Participant Media, a leading Hollywood Studio working in the impact space, approached us about touring their latest release, The Boy Who Harnessed the Wind, produced in Malawi and based on the best-selling memoir of William Kamkwamba,an innovator and activist working to lift his own farming community out of poverty in the face of the climate crisis. The film is an effective tool for inspiring young audience members to embrace education, creativity, and innovation so they can participate in lifting up their own communities. We screened it across South Africa, Zimbabwe and Malawi on the tour reaching hundreds of rural audience members sparking conversations about climate change and resilience.

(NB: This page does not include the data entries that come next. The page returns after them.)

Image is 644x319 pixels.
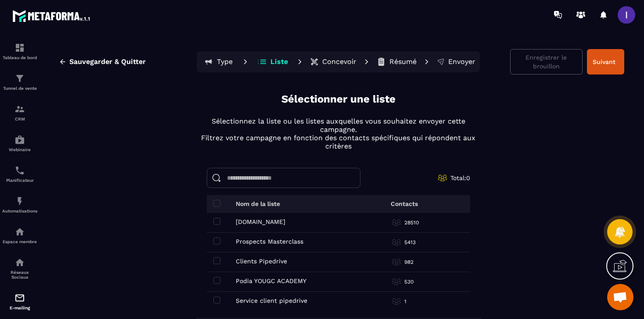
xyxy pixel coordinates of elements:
a: automationsautomationsEspace membre [3,220,38,251]
p: Service client pipedrive [236,297,307,304]
a: formationformationTunnel de vente [3,67,38,97]
p: Filtrez votre campagne en fonction des contacts spécifiques qui répondent aux critères [196,134,481,150]
img: formation [14,73,25,84]
p: Nom de la liste [236,200,280,207]
span: Total: 0 [450,174,470,182]
a: schedulerschedulerPlanificateur [3,159,38,189]
p: Sélectionnez la liste ou les listes auxquelles vous souhaitez envoyer cette campagne. [196,117,481,134]
p: Planificateur [3,178,38,183]
p: Liste [270,57,288,66]
button: Envoyer [434,53,478,71]
p: 5413 [405,239,416,246]
img: formation [14,42,25,53]
p: Webinaire [3,147,38,152]
p: CRM [3,117,38,121]
img: formation [14,104,25,114]
p: E-mailing [3,305,38,310]
button: Type [198,53,238,71]
p: Podia YOUGC ACADEMY [236,277,306,285]
p: 1 [405,298,406,305]
a: automationsautomationsWebinaire [3,128,38,159]
img: social-network [14,257,25,268]
p: Réseaux Sociaux [3,270,38,280]
img: automations [14,227,25,237]
p: Clients Pipedrive [236,258,287,265]
img: logo [13,8,91,24]
p: Prospects Masterclass [236,238,303,245]
p: 28510 [405,219,419,226]
a: automationsautomationsAutomatisations [3,189,38,220]
a: emailemailE-mailing [3,286,38,317]
p: Automatisations [3,209,38,213]
button: Résumé [374,53,419,71]
img: automations [14,135,25,145]
a: formationformationCRM [3,97,38,128]
button: Liste [253,53,293,71]
p: Sélectionner une liste [281,92,396,107]
button: Sauvegarder & Quitter [53,54,153,70]
img: scheduler [14,165,25,176]
img: automations [14,196,25,207]
a: social-networksocial-networkRéseaux Sociaux [3,251,38,286]
p: Résumé [390,57,416,66]
p: Espace membre [3,239,38,244]
a: formationformationTableau de bord [3,36,38,67]
button: Suivant [587,49,624,74]
p: [DOMAIN_NAME] [236,218,285,225]
p: Contacts [391,200,418,207]
a: Ouvrir le chat [607,284,633,310]
p: Envoyer [448,57,475,66]
button: Concevoir [307,53,359,71]
p: Concevoir [322,57,356,66]
p: 982 [405,258,413,265]
p: Type [217,57,233,66]
p: Tableau de bord [3,55,38,60]
p: Tunnel de vente [3,86,38,91]
img: email [14,293,25,303]
p: 530 [405,278,413,285]
span: Sauvegarder & Quitter [69,57,146,66]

Movies That Matter (Langa, Western Cape, South Africa)

In 2018 Movies that Matter and Sunshine Cinema brought a series of fresh contemporary films to the Langa community in Cape Town. For many residents of Langa it is rare to get the chance to go to the cinema and they were very excited to see African-pioneered films that focused on relevant issues. Some of the films had not even been commercially released! For many, the post-film conversations were the most important as it allowed them to debate opposing viewpoints.

“I think projects like this are necessary for such communities to see that film is not only entertainment, it can be meaningful, it can bring a message, it can educate, it can inspire people.”
- Langa audience member

Ignite Your Rights Tour 2018 (South Africa,Botswana, Zambia)

This was Sunshine Cinema’s first ever tour and pilot Sunbox Ambassador programme in 2018 and it happened thanks to the The Prince Claus Fund and The Bertha Foundation. Our team traveled around Southern Africa, building a network of youth ambassadors who could use the Sunbox (a solar-powered cinema) to spark change and stimulate conversations about gender rights, the environment and the challenges faced by impoverished communities.

From Durban till Tomorrow (South Africa: KwaZulu-Natal, Gauteng, Western Cape))

“We are affected, even when we are not infected”
- Gcina Mhlope

Ahead of its worldwide release, Sunshine Cinema toured this documentary around South Africa in 2019, sparking conversations led by frontline HIV activists. This globally relevant film highlights the trajectory of the fight against HIV/Aids from the first Aids conference in Durban in 2001(which changed the course of Aids globally), to the second conference in 2016 (which reflects how far the fight has come), to what still needs to be done to end Aids. It features key issues concerning access to health rights and how the fight against HIV/Aids shifted access to broader medicines, changed the face of public health advocacy and promoted the voices of key populations. The film focuses on peoples power, and the importance of a multi-generational struggle in accessing rights to health.

Is your organisation interested in partnering for film screenings or impact tours?